Washington (CNSNews.com) - The past heads of now-disgraced mortgage giants Fannie Mae and Freddie Mac pleaded their collective innocence before Congress, claiming that neither they nor their companies had anything to do with the nation’s current economic woes.
The former chief executives, whose respective tenures cover the expansion and subsequent collapse of the U.S. housing finance market, said that it was the failure of the housing market that caused Fannie and Freddie’s failures, not the other way around.
“Fannie Mae is required by law to support the housing finance market,” Daniel Mudd, Fannie Mae’s CEO from 2005 to 2008, told the House Committee on Oversight and Government Reform Tuesday.

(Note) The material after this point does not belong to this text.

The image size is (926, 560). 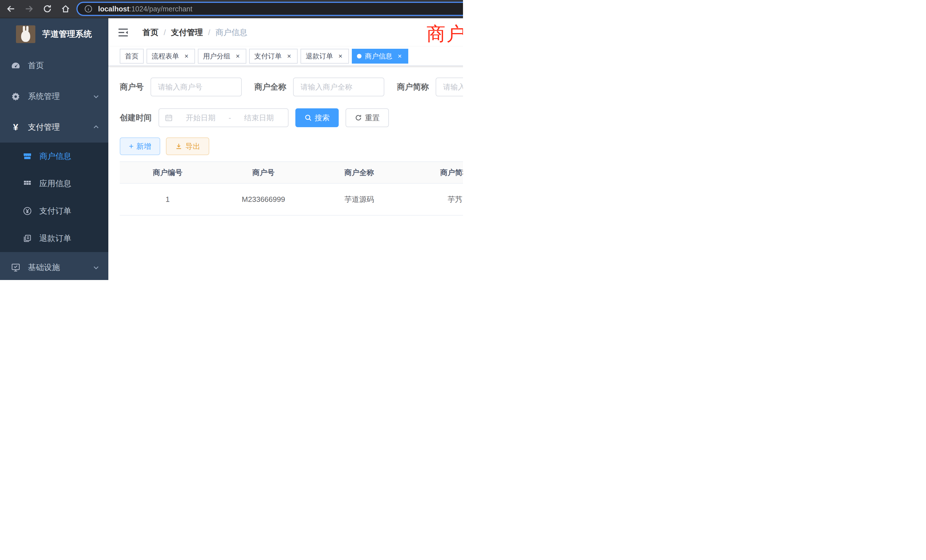 What do you see at coordinates (188, 147) in the screenshot?
I see `export-button: 导出` at bounding box center [188, 147].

“As this market went through an unprecedented depression, the company bore commensurate and unprecedented losses,” Mudd said.
Richard Syron, CEO of Freddie Mac from 2003 to 2008, told Congress much the same thing, saying that Fannie and Freddie’s deep involvement in a troubled market led to the institutions’ collapse.
“As the guarantor of almost half of the home mortgages in the country, it is not at all surprising that these two firms would get hit hard by the biggest housing collapse in 75 years,” he said.
Franklin Raines, CEO of Fannie Mae from 1998-2004, was even more direct in absolving his former organization of responsibility.
“It (the housing crisis) did not result from Fannie Mae’s recent business decisions or its accounting practices,” Raines declared. “Fannie Mae did not cause the current crisis.”
Leland Brendsel, CEO of Freddie Mac from 1987-2003, said that the U.S. housing finance system is the best in the world, adding that Fannie and Freddie had been a major part of it.
“I believe that we have had the best housing finance system in the world,” Brendsel bragged to Congress, “and that Freddie Mac and Fannie Mae have been vital to its success.”
Syron said that Freddie and Fannie were forced into the sub-prime mortgage market, arguing that they wouldn’t have been able to meet their Congressional mandates if they hadn’t been involved.
“Freddie Mac entered the non-traditional slice of the market because, as the private lending sector shifted toward those types of loans, Freddie needed to participate in order to carry out its public mission,” Syron claimed.
Raines expressed similar sentiments, saying that while Fannie was involved in sub-prime lending, it was merely playing ‘catch up’ to the private sector.
“Fannie Mae had a limited market presence in promoting or investing in sub-prime or Alt-A loans,” Raines testified.
“If anything, Fannie Mae played catch-up to the banks and investment banks who drove the securitization of the most toxic sub-prime mortgages,” he said.
Rep. Christopher Shays (R-Conn.) reacted harshly to the CEOs’ claims, when asked about them by CNSNews.com.
“That’s just bull****,” Shays said. “The bottom line to this was they were entering into a market they didn’t have to enter in to.”
“That was, ironically, one of the concerns of the private sector, that they were broadening their reach beyond what their mandate was,” Shays explained.
Shays said that had the private sector been successful in keeping Fannie Mae and Freddie Mac out of the sub-prime market, they would never have gotten into trouble.
“The irony was, had the private sector succeed in keeping them out, they would have been kept out,” he added.
Shays singled out Raines for criticism, saying that the embattled former CEO left only after it was discovered he had been cooking his company’s books.
“Frank left when it was disclosed that their books didn’t meet any of the (federal) standards and that they had overstated – by billions – their profits, that’s why he left,” Shays said.
Rep. Brian Bilbray (R-Calif.), meanwhile, said that there was no doubt that Fannie and Freddie were to blame in creating the housing bubble.
“I think that the responsibility they’re denying was the responsibility in the creation of the bubble,” he told CNSNews.com.
“The fact is they’re dodging (responsibility), it wasn’t sustainable, their attitude was make the money now and get out,” Bilbray said.
Bilbray called both politicians and the CEOs to task for what he said was an unsustainable inflation of the housing market – one that hurt the very people it claimed to help.
“There’s enough blame on both sides,” he said. “There were political and economic abuses here, a lot of people saying ‘I’m going to get what I can out of it now’ both the politicians who want to take credit for expanding a market far beyond what was sustainable in the economy and those who were in the private sector who were looking to make the dollars and get out with huge amounts of money.”
Shays said that everyone involved has paid for their mistakes, except the former CEOs.
“The companies have paid for it, the stockholders have paid for it, and the public’s paid for it, and the CEOs have made a fortune,” he said.
Both Raines and Syron brushed aside CNSNews.com’s requests for interviews.